To Get the Best Employees Stop Hiring and Start Recruiting

Written by: Kevin McMullin | Collegewise When I ask my colleagues what they like most about working at Collegewise, the college admissions counseling company I founded in 1999, most of us agree that it’s the people. We’ve managed to attract some of the best in our industry, many of whom left higher paying jobs to come here, and we’ve got very little turnover. So why do so many great people, most of whom had plenty of other employment options, end up at Collegewise?The truth is that while there is no substitute for creating a great place to work that’s worthy of great people joining it, the way we treat the process of finding and securing an employee sets a tone that draws in the kind of people who thrive here and repels those who just won’t. The best way to describe our secret is that we don’t actually hire people, we recruit them.

Hiring vs. recruiting

Hiring is a means to an end. Hiring says, “We have an open position, we need to fill it quickly, so let’s find someone who needs a job and seems like they can do this one.” Hiring is faster and easier than recruiting. You can run a help wanted ad that reads like all the others. You can post it in as many places as possible. You can make it easy to apply—just send us your existing resume and cover letter; no need to do any extra work to be considered. You can churn all those people through a formulaic process that treats applicants like numbers.If your goal is to fill open spots quickly with people who need a job and have the skills to do this one, hiring works! But you don’t build the kind of remarkable team we’ve assembled here by hiring.
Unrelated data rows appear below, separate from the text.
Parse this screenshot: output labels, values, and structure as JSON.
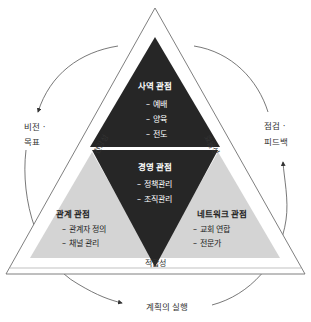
{
  "colors": {
    "dark": "#262626",
    "light": "#d4d4d4",
    "outline": "#707070",
    "text_light": "#ffffff",
    "text_dark": "#222222",
    "line": "#555555"
  },
  "sections": {
    "top": {
      "title": "사역 관점",
      "items": [
        "– 예배",
        "– 양육",
        "– 전도"
      ]
    },
    "middle": {
      "title": "경영 관점",
      "items": [
        "– 정책관리",
        "– 조직관리"
      ]
    },
    "left": {
      "title": "관계 관점",
      "items": [
        "– 관계자 정의",
        "– 채널 관리"
      ]
    },
    "right": {
      "title": "네트워크 관점",
      "items": [
        "– 교회 연합",
        "– 전문가"
      ]
    }
  },
  "edges": {
    "left": "건강성",
    "right": "효율성",
    "bottom": "적합성"
  },
  "cycle": {
    "left_line1": "비전 ·",
    "left_line2": "목표",
    "right_line1": "점검 ·",
    "right_line2": "피드백",
    "bottom": "계획의 실행"
  }
}
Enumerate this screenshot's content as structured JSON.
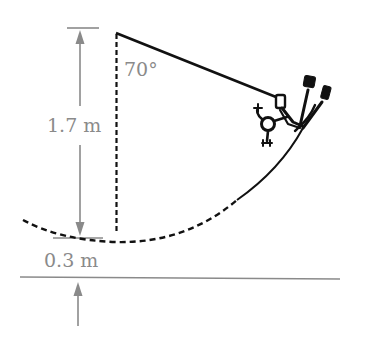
{
  "diagram": {
    "type": "physics-pendulum",
    "labels": {
      "height_upper": "1.7 m",
      "height_lower": "0.3 m",
      "angle": "70°"
    },
    "colors": {
      "line": "#111111",
      "dimension": "#8a8a8a",
      "text": "#8a8a8a"
    },
    "elements": {
      "pivot": {
        "x": 117,
        "y": 33
      },
      "climber": {
        "x": 290,
        "y": 100
      }
    }
  }
}
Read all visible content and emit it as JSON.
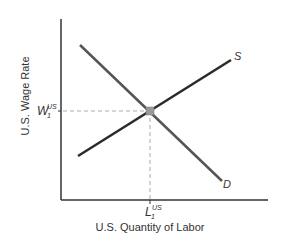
{
  "diagram": {
    "type": "supply-demand",
    "y_axis_label": "U.S. Wage Rate",
    "x_axis_label": "U.S. Quantity of Labor",
    "equilibrium_wage_label": {
      "main": "W",
      "sub": "1",
      "sup": "US"
    },
    "equilibrium_quantity_label": {
      "main": "L",
      "sub": "1",
      "sup": "US"
    },
    "supply_label": "S",
    "demand_label": "D",
    "colors": {
      "axis": "#333333",
      "supply": "#2a2a2a",
      "demand": "#555555",
      "guide": "#aaaaaa",
      "equilibrium_point": "#999999"
    }
  }
}
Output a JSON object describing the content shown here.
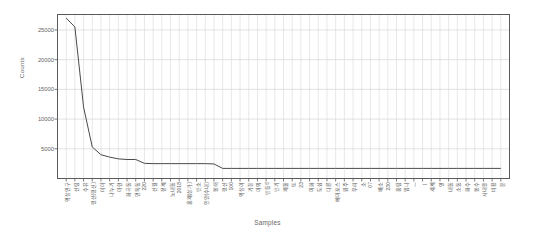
{
  "chart_data": {
    "type": "line",
    "title": "",
    "xlabel": "Samples",
    "ylabel": "Counts",
    "ylim": [
      0,
      27600
    ],
    "xlim": [
      0,
      56
    ],
    "grid": "vertical-major-and-minor, horizontal-major",
    "legend": "none",
    "yticks": [
      5000,
      10000,
      15000,
      20000,
      25000
    ],
    "ytick_labels": [
      "5000",
      "10000",
      "15000",
      "20000",
      "25000"
    ],
    "categories": [
      "역삼인구",
      "신림",
      "수유",
      "행신(행신)",
      "미아",
      "나누기",
      "아현",
      "화곡동",
      "면목동",
      "220",
      "신월",
      "정계",
      "노내동",
      "2018",
      "홍제(상가)",
      "반소",
      "안양(수내)",
      "봉래",
      "행신",
      "100",
      "역삼여",
      "기장",
      "여의",
      "반등5",
      "만기",
      "제물",
      "또",
      "23",
      "이화",
      "도심",
      "다른",
      "에어포스",
      "원주",
      "우리",
      "소",
      "07",
      "배소",
      "230",
      "홍림",
      "임나",
      "ㅡ",
      "ㅣ",
      "세계",
      "영",
      "내동",
      "소동",
      "화수",
      "봉수",
      "시내왕",
      "미용",
      "문"
    ],
    "values": [
      27000,
      25500,
      12000,
      5300,
      4000,
      3600,
      3300,
      3200,
      3200,
      2550,
      2500,
      2500,
      2500,
      2500,
      2500,
      2500,
      2500,
      2450,
      1700,
      1700,
      1700,
      1700,
      1700,
      1700,
      1700,
      1700,
      1700,
      1700,
      1700,
      1700,
      1700,
      1700,
      1700,
      1700,
      1700,
      1700,
      1700,
      1700,
      1700,
      1700,
      1700,
      1700,
      1700,
      1700,
      1700,
      1700,
      1700,
      1700,
      1700,
      1700,
      1700
    ],
    "line_color": "#4a4a4a",
    "grid_color": "#d6d6dc",
    "frame_color": "#5a5a5a",
    "background": "#ffffff"
  }
}
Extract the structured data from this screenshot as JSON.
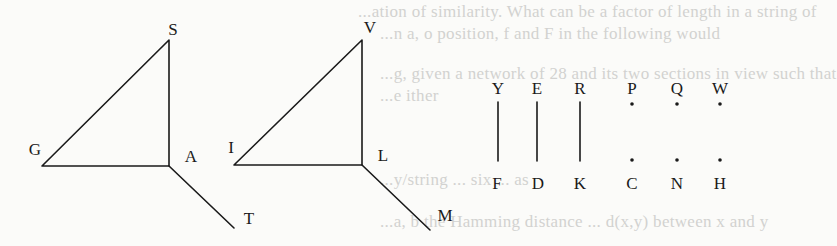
{
  "background_bleedthrough": [
    "...ation of similarity. What can be a factor of length in a string of",
    "...n a, o position, f and F in the following would",
    "...g, given a network of 28 and its two sections in view such that",
    "...e ither",
    "...y/string ... six ... as",
    "...a, b the Hamming distance ... d(x,y) between x and y"
  ],
  "figure": {
    "triangle_1": {
      "vertices": {
        "top": "S",
        "left": "G",
        "right": "A"
      },
      "tail": "T"
    },
    "triangle_2": {
      "vertices": {
        "top": "V",
        "left": "I",
        "right": "L"
      },
      "tail": "M"
    },
    "connected_pairs": [
      {
        "top": "Y",
        "bottom": "F"
      },
      {
        "top": "E",
        "bottom": "D"
      },
      {
        "top": "R",
        "bottom": "K"
      }
    ],
    "unconnected_pairs": [
      {
        "top": "P",
        "bottom": "C"
      },
      {
        "top": "Q",
        "bottom": "N"
      },
      {
        "top": "W",
        "bottom": "H"
      }
    ]
  },
  "colors": {
    "ink": "#1a1a1a",
    "paper": "#fbfbf9",
    "bleed": "#d2d2d0"
  }
}
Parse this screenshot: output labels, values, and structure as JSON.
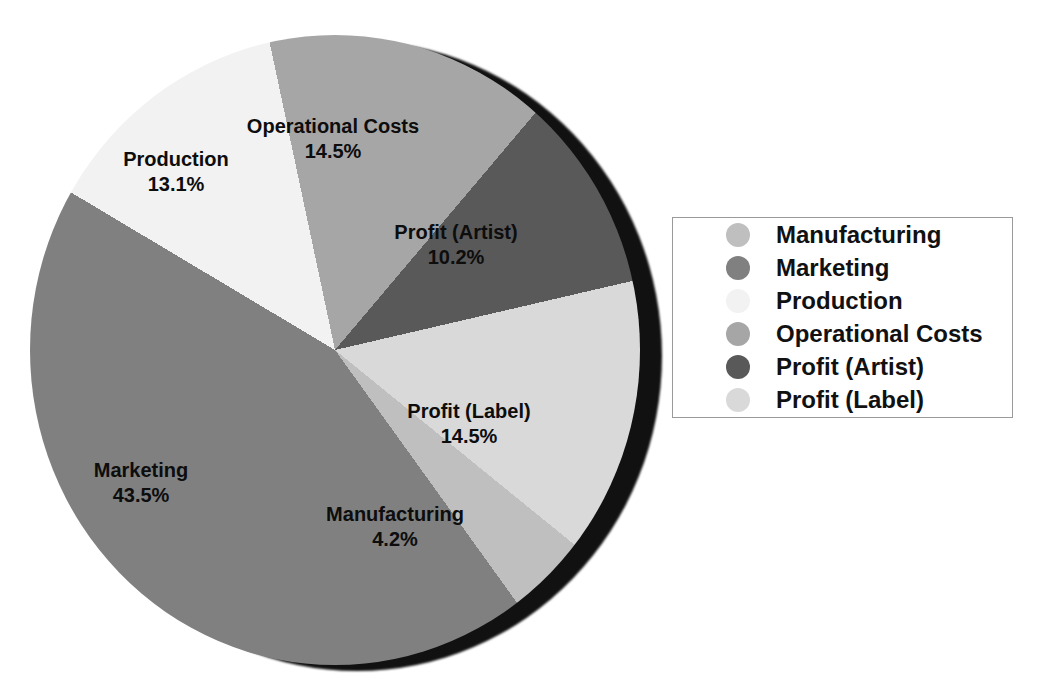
{
  "page": {
    "background": "#ffffff"
  },
  "chart_data": {
    "type": "pie",
    "title": "",
    "categories": [
      "Manufacturing",
      "Marketing",
      "Production",
      "Operational Costs",
      "Profit (Artist)",
      "Profit (Label)"
    ],
    "values": [
      4.2,
      43.5,
      13.1,
      14.5,
      10.2,
      14.5
    ],
    "unit": "%",
    "colors": [
      "#bfbfbf",
      "#808080",
      "#f2f2f2",
      "#a6a6a6",
      "#595959",
      "#d9d9d9"
    ],
    "clockwise": true,
    "start_angle_deg": -12,
    "draw_order": [
      "Operational Costs",
      "Profit (Artist)",
      "Profit (Label)",
      "Manufacturing",
      "Marketing",
      "Production"
    ],
    "shadow_color": "#111111",
    "slice_labels": [
      {
        "name": "Operational Costs",
        "pct": "14.5%",
        "x": 333,
        "y": 139
      },
      {
        "name": "Profit (Artist)",
        "pct": "10.2%",
        "x": 456,
        "y": 245
      },
      {
        "name": "Profit (Label)",
        "pct": "14.5%",
        "x": 469,
        "y": 424
      },
      {
        "name": "Manufacturing",
        "pct": "4.2%",
        "x": 395,
        "y": 527
      },
      {
        "name": "Marketing",
        "pct": "43.5%",
        "x": 141,
        "y": 483
      },
      {
        "name": "Production",
        "pct": "13.1%",
        "x": 176,
        "y": 172
      }
    ],
    "legend": {
      "position": "right",
      "border_color": "#9a9a9a",
      "entries": [
        {
          "label": "Manufacturing",
          "color": "#bfbfbf"
        },
        {
          "label": "Marketing",
          "color": "#808080"
        },
        {
          "label": "Production",
          "color": "#f2f2f2"
        },
        {
          "label": "Operational Costs",
          "color": "#a6a6a6"
        },
        {
          "label": "Profit (Artist)",
          "color": "#595959"
        },
        {
          "label": "Profit (Label)",
          "color": "#d9d9d9"
        }
      ]
    }
  }
}
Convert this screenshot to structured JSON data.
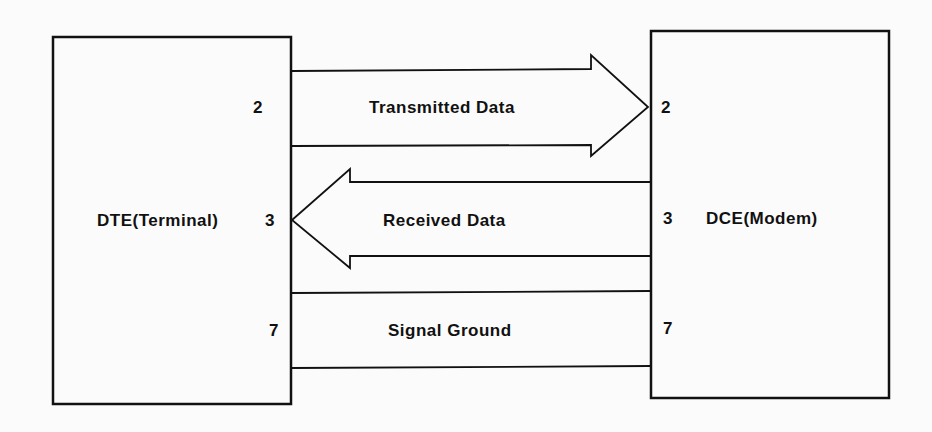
{
  "diagram": {
    "left_device": {
      "label": "DTE(Terminal)"
    },
    "right_device": {
      "label": "DCE(Modem)"
    },
    "signals": [
      {
        "name": "Transmitted Data",
        "left_pin": "2",
        "right_pin": "2",
        "direction": "DTE→DCE"
      },
      {
        "name": "Received Data",
        "left_pin": "3",
        "right_pin": "3",
        "direction": "DCE→DTE"
      },
      {
        "name": "Signal Ground",
        "left_pin": "7",
        "right_pin": "7",
        "direction": "none"
      }
    ],
    "colors": {
      "stroke": "#111111",
      "background": "#fbfbfb"
    }
  }
}
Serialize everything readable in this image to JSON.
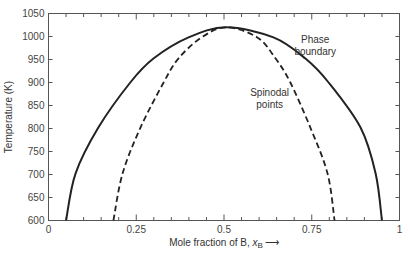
{
  "chart_data": {
    "type": "line",
    "title": "",
    "xlabel": "Mole fraction of B, x_B",
    "xlabel_main": "Mole fraction of B, ",
    "xlabel_var": "x",
    "xlabel_sub": "B",
    "xlabel_arrow": "⟶",
    "ylabel": "Temperature (K)",
    "xlim": [
      0,
      1
    ],
    "ylim": [
      600,
      1050
    ],
    "grid": false,
    "legend": "none",
    "x_ticks": [
      0,
      0.25,
      0.5,
      0.75,
      1
    ],
    "x_tick_labels": [
      "0",
      "0.25",
      "0.5",
      "0.75",
      "1"
    ],
    "x_minor_step": 0.05,
    "y_ticks": [
      600,
      650,
      700,
      750,
      800,
      850,
      900,
      950,
      1000,
      1050
    ],
    "y_tick_labels": [
      "600",
      "650",
      "700",
      "750",
      "800",
      "850",
      "900",
      "950",
      "1000",
      "1050"
    ],
    "annotations": [
      {
        "lines": [
          "Phase",
          "boundary"
        ],
        "x": 0.76,
        "y": 985
      },
      {
        "lines": [
          "Spinodal",
          "points"
        ],
        "x": 0.63,
        "y": 870
      }
    ],
    "series": [
      {
        "name": "Phase boundary",
        "style": "solid",
        "points": [
          [
            0.05,
            600
          ],
          [
            0.077,
            702
          ],
          [
            0.142,
            802
          ],
          [
            0.233,
            900
          ],
          [
            0.299,
            952
          ],
          [
            0.399,
            998
          ],
          [
            0.507,
            1020
          ],
          [
            0.641,
            998
          ],
          [
            0.732,
            952
          ],
          [
            0.798,
            900
          ],
          [
            0.889,
            802
          ],
          [
            0.932,
            702
          ],
          [
            0.95,
            600
          ]
        ]
      },
      {
        "name": "Spinodal points",
        "style": "dashed",
        "points": [
          [
            0.185,
            600
          ],
          [
            0.211,
            702
          ],
          [
            0.262,
            802
          ],
          [
            0.328,
            900
          ],
          [
            0.37,
            952
          ],
          [
            0.436,
            998
          ],
          [
            0.507,
            1020
          ],
          [
            0.595,
            998
          ],
          [
            0.647,
            952
          ],
          [
            0.689,
            900
          ],
          [
            0.746,
            802
          ],
          [
            0.795,
            702
          ],
          [
            0.815,
            600
          ]
        ]
      }
    ]
  }
}
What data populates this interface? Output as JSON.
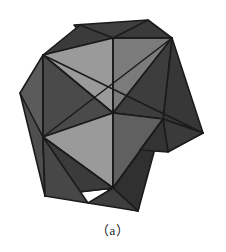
{
  "figure": {
    "caption": "（a）",
    "caption_plain": "(a)",
    "background_color": "#ffffff",
    "edge_color": "#1b1b1b",
    "title": "",
    "object_name": "stellated-polyhedron",
    "palette": {
      "light": "#9a9a9a",
      "light_alt": "#8e8e8e",
      "medium": "#6e6e6e",
      "medium_alt": "#636363",
      "dark": "#3b3b3b",
      "dark_alt": "#333333",
      "darkest": "#2b2b2b",
      "edge": "#1b1b1b"
    },
    "view": {
      "width": 226,
      "height": 226,
      "center_x": 113,
      "center_y": 113
    },
    "spikes": [
      {
        "name": "top-spike",
        "tip_x": 80,
        "tip_y": 25
      },
      {
        "name": "right-spike",
        "tip_x": 203,
        "tip_y": 133
      },
      {
        "name": "left-spike",
        "tip_x": 20,
        "tip_y": 93
      },
      {
        "name": "bottom-spike",
        "tip_x": 138,
        "tip_y": 211
      },
      {
        "name": "upper-right-spike",
        "tip_x": 172,
        "tip_y": 38
      },
      {
        "name": "lower-left-spike",
        "tip_x": 45,
        "tip_y": 196
      }
    ],
    "faces": [
      {
        "id": "f01",
        "points": "43,55 113,38 113,113",
        "fill": "#9a9a9a"
      },
      {
        "id": "f02",
        "points": "113,38 172,38 113,113",
        "fill": "#7d7d7d"
      },
      {
        "id": "f03",
        "points": "80,25 113,38 43,55",
        "fill": "#3b3b3b"
      },
      {
        "id": "f04",
        "points": "113,38 172,38 148,20",
        "fill": "#3b3b3b"
      },
      {
        "id": "f05",
        "points": "43,55 113,113 43,137",
        "fill": "#4a4a4a"
      },
      {
        "id": "f06",
        "points": "43,55 43,137 20,93",
        "fill": "#555555"
      },
      {
        "id": "f07",
        "points": "113,113 172,38 163,119",
        "fill": "#3c3c3c"
      },
      {
        "id": "f08",
        "points": "172,38 203,133 163,119",
        "fill": "#3a3a3a"
      },
      {
        "id": "f09",
        "points": "113,113 163,119 203,133",
        "fill": "#9a9a9a"
      },
      {
        "id": "f10",
        "points": "43,137 113,113 113,188",
        "fill": "#9a9a9a"
      },
      {
        "id": "f11",
        "points": "113,113 163,119 113,188",
        "fill": "#5f5f5f"
      },
      {
        "id": "f12",
        "points": "43,137 113,188 45,196",
        "fill": "#3b3b3b"
      },
      {
        "id": "f13",
        "points": "113,188 163,119 138,211",
        "fill": "#323232"
      },
      {
        "id": "f14",
        "points": "113,188 138,211 85,205",
        "fill": "#3f3f3f"
      },
      {
        "id": "f15",
        "points": "43,137 45,196 85,205",
        "fill": "#444444"
      }
    ]
  }
}
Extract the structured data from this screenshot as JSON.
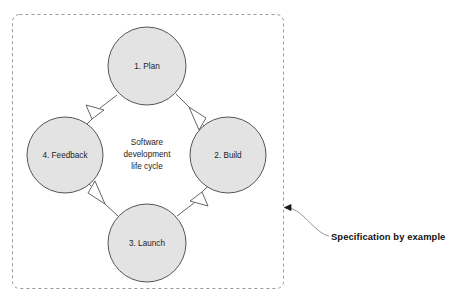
{
  "diagram": {
    "container": {
      "border_style": "dashed",
      "border_color": "#9a9a9a"
    },
    "center_text": {
      "line1": "Software",
      "line2": "development",
      "line3": "life cycle"
    },
    "nodes": [
      {
        "id": "plan",
        "label": "1. Plan",
        "cx": 147,
        "cy": 66,
        "r": 39
      },
      {
        "id": "build",
        "label": "2. Build",
        "cx": 228,
        "cy": 155,
        "r": 38
      },
      {
        "id": "launch",
        "label": "3. Launch",
        "cx": 147,
        "cy": 243,
        "r": 39
      },
      {
        "id": "feedback",
        "label": "4. Feedback",
        "cx": 65,
        "cy": 155,
        "r": 38
      }
    ],
    "flow": [
      {
        "from": "plan",
        "to": "build"
      },
      {
        "from": "build",
        "to": "launch"
      },
      {
        "from": "launch",
        "to": "feedback"
      },
      {
        "from": "feedback",
        "to": "plan"
      }
    ],
    "colors": {
      "node_fill": "#e3e3e3",
      "node_stroke": "#555555",
      "arrow_stroke": "#555555",
      "text": "#1d1d1d"
    }
  },
  "annotation": {
    "label": "Specification by example",
    "color": "#111111"
  }
}
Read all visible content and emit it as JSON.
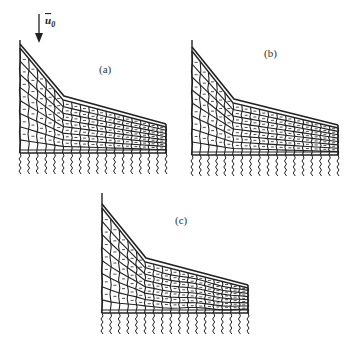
{
  "figure": {
    "load": {
      "symbol": "u",
      "subscript": "0",
      "direction": "down",
      "icon": "arrow-down-icon"
    },
    "panels": [
      {
        "id": "a",
        "label": "(a)",
        "left_x": 20,
        "top_y": 40,
        "crest_y": 48,
        "knee": [
          63,
          100
        ],
        "right_end": [
          166,
          127
        ],
        "base_y": 153,
        "pile_bottom": 175,
        "cols_steep": 5,
        "cols_gentle": 12,
        "rows": 7
      },
      {
        "id": "b",
        "label": "(b)",
        "left_x": 192,
        "top_y": 40,
        "crest_y": 51,
        "knee": [
          233,
          103
        ],
        "right_end": [
          338,
          128
        ],
        "base_y": 155,
        "pile_bottom": 176,
        "cols_steep": 5,
        "cols_gentle": 12,
        "rows": 7
      },
      {
        "id": "c",
        "label": "(c)",
        "left_x": 102,
        "top_y": 193,
        "crest_y": 208,
        "knee": [
          145,
          262
        ],
        "right_end": [
          248,
          288
        ],
        "base_y": 313,
        "pile_bottom": 335,
        "cols_steep": 5,
        "cols_gentle": 12,
        "rows": 7
      }
    ],
    "colors": {
      "line": "#222222",
      "background": "#ffffff"
    }
  }
}
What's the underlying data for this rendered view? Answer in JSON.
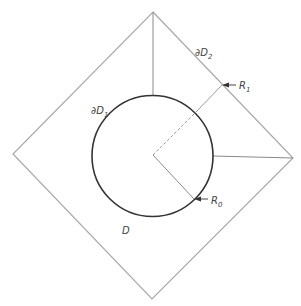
{
  "diagram": {
    "labels": {
      "outer_boundary": "∂D",
      "outer_boundary_sub": "2",
      "inner_boundary": "∂D",
      "inner_boundary_sub": "1",
      "r1": "R",
      "r1_sub": "1",
      "r0": "R",
      "r0_sub": "0",
      "domain": "D"
    },
    "colors": {
      "outer_line": "#a8a8a8",
      "circle": "#333333",
      "radius_line": "#9a9a9a",
      "text": "#444444"
    }
  }
}
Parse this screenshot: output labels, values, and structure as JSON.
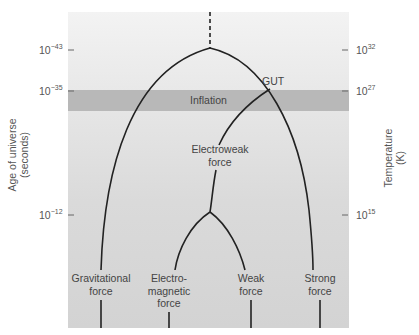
{
  "left_axis": {
    "title_line1": "Age of universe",
    "title_line2": "(seconds)",
    "ticks": [
      {
        "base": "10",
        "exp": "−43"
      },
      {
        "base": "10",
        "exp": "−35"
      },
      {
        "base": "10",
        "exp": "−12"
      }
    ]
  },
  "right_axis": {
    "title_line1": "Temperature",
    "title_line2": "(K)",
    "ticks": [
      {
        "base": "10",
        "exp": "32"
      },
      {
        "base": "10",
        "exp": "27"
      },
      {
        "base": "10",
        "exp": "15"
      }
    ]
  },
  "band": {
    "label": "Inflation",
    "color": "#b8b8b8"
  },
  "nodes": {
    "gut": "GUT",
    "electroweak_line1": "Electroweak",
    "electroweak_line2": "force",
    "gravitational_line1": "Gravitational",
    "gravitational_line2": "force",
    "em_line1": "Electro-",
    "em_line2": "magnetic",
    "em_line3": "force",
    "weak_line1": "Weak",
    "weak_line2": "force",
    "strong_line1": "Strong",
    "strong_line2": "force"
  },
  "colors": {
    "line": "#222222",
    "panel_top": "#f3f3f3",
    "panel_bottom": "#d3d3d3"
  }
}
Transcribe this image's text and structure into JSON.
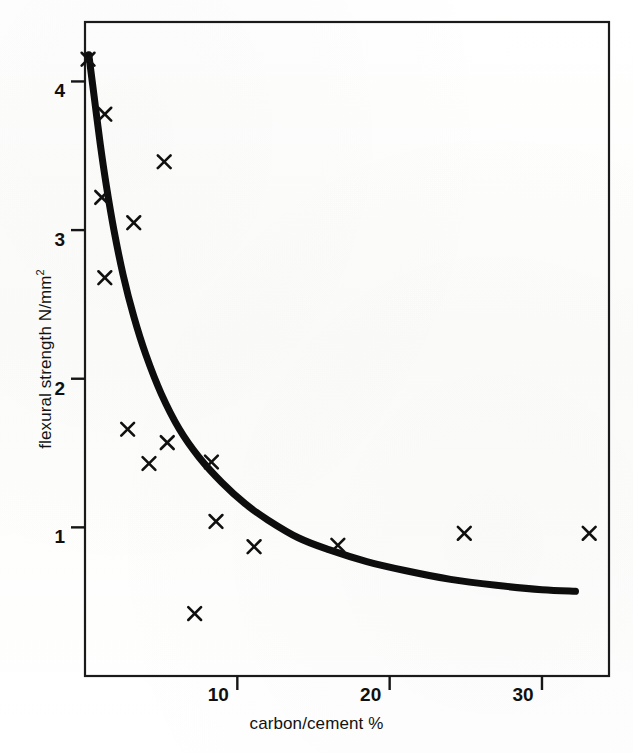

To do that, you have to recruit.Recruiting is a thoughtful, slow, and deliberate effort to find the very best person for each role.Recruiting doesn’t just look for someone who can do the job—it also looks for the right attitude and fit. Recruiting requires that someone invest their own time, thought, and energy to apply. It weeds out people who are interested in a job more than they are in this job. Recruiting also recognizes that a candidate isn’t just evaluating the potential job that waits on the other side; they’re also evaluating the company they’d potentially be working for. So recruiting demands that we treat every interaction as if we’re on stage.We’ve created a “ Careers” page and even a short film that tries to explain what it’s really like to work here. We take the time to craft employment ads that are unlike any others, including telling people the not-so-great parts of each position.We ask applicants to write a personal cover letter just for us to help us get to know them, and we write an individual email back to every candidate who takes the time to honor that request, even for those we decide not to interview. We make sure that at each step of the process, they know exactly what the next step is so that they never wonder where they stand.Our goal is to leave those that we offer a job feeling like they’ve found a home, and those to whom we didn’t extend an offer feeling like we’re a good company who treated them with respect. Hiring doesn’t care about any of those things. But recruiting does. Related: How to Be a Great Manager ... Even When You're at Your Worst

Is it worth it?

The price of recruiting is that it takes more effort, more energy, and more time. It also means that we’ll pass on good but not great people, and positions can go unfilled longer than we’d like them to. But the patience almost always pays off with hires who thrive at Collegewise.The stakes are very high when you offer someone a job. When you make a bad hire, it doesn’t just affect you. It affects your team, it affects the trainers, it affects the managers, it affects the customers, it affects the coworkers, it affects the company, and it affects the person you hired. That’s a hefty long-term price that too many people have to pay. We’d rather pay the price to recruit instead.We’ve committed to taking the time to find, attract, and invest in the very best people so we can build a larger version of the team we have now—a group of a passionate, talented, remarkable folks who are enrolled in the journey we’re on together. It’s a lot harder to recruit, but a lot more likely we’ll build something even more extraordinary if we do.